Updated almost 4 years ago on . Most recent reply

Eviction Moratorium: Too risky to "rock the boat"???
Bottom line up front:
1) What have your experiences been with processing evictions during COVID? (Assuming that your eviction is in a case that should not be prohibited by the text of any applicable laws and moratoriums). As I know that these things play out differently depending on locality, the closer you are to my jurisdiction the better: Yardley, PA 19067
2) If you give tenant notice to vacate after the lease naturally ends, and they refuse to vacate, do you use an eviction to get them out or is this a separate legal action? i.e. are they now legally trespassers, rather than non-paying tenants?
3) When do folks expect eviction courts to return to "normal"?
My situation:
I purchased a duplex this past Spring that was a bit run down and severely under market rent. The place is in a B++ area and the inherited tenants are faithfully paying their rent. The inherited rent rates cover the hard operating expenses plus a little bit of cash that gets set aside for future maintenance/capex reserves, but no profit and not as much set aside for reserves as I'd like.
The plan was always to give the inherited tenants reasonable notice to vacate (they are on month to month leases), renovate the units, and rent back out at market rate. After doing so, I should be able to cover all my expenses, set a more comfortable amount of money aside for reserves, and take a healthy monthly profit from the rental income.
However, I have delayed turning over the units because I'm nervous to rock the boat with the tenants in the current climate with eviction moratoriums and, from what I'm reading, delinquent courts in many areas even when evictions should be legal under the moratorium guidelines. Am I being too cautious? I'm missing out on over $1k per month by not turning the units over, and the property is not an attractive investment to me as the cashflow currently stands. I definitely don't want to hold the property as-is indefinitely. At the same time, it would take most of my savings to keep the property afloat without rent for a year, so I don't want to get into a situation where I have a non-paying tenant and no recourse for the foreseeable future.
Would greatly appreciate hearing whatever relevant experiences and/or advice you have to offer.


* **Work required**:
Go through the data and retrieve each line that includes the string "value".

* **Records for processing**:
BEGIN
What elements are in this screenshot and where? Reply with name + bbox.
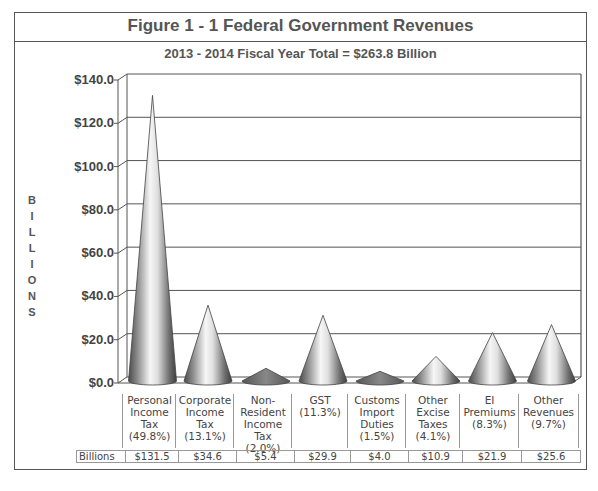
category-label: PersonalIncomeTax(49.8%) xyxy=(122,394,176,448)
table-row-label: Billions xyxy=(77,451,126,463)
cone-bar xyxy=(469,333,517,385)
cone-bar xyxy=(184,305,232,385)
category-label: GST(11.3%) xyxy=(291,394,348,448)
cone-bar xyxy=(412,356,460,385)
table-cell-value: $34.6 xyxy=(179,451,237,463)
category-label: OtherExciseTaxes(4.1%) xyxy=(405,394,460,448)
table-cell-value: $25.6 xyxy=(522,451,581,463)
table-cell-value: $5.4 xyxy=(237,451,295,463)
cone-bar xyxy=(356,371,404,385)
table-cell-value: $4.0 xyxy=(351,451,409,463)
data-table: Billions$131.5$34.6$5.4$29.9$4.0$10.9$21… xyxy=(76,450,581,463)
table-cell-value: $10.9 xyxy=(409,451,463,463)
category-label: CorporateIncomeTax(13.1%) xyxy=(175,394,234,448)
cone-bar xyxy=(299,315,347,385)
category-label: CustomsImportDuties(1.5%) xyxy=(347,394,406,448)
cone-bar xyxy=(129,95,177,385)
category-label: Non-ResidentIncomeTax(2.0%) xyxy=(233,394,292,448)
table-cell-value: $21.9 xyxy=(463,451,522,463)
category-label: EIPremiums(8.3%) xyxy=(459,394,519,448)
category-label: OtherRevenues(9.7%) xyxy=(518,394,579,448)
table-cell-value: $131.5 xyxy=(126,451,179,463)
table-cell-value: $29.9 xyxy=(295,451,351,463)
END
* **Answer**:
table-cell-value: $34.6 xyxy=(179,451,237,463)
table-cell-value: $25.6 xyxy=(522,451,581,463)
table-cell-value: $5.4 xyxy=(237,451,295,463)
table-cell-value: $4.0 xyxy=(351,451,409,463)
table-cell-value: $10.9 xyxy=(409,451,463,463)
table-cell-value: $21.9 xyxy=(463,451,522,463)
table-cell-value: $131.5 xyxy=(126,451,179,463)
table-cell-value: $29.9 xyxy=(295,451,351,463)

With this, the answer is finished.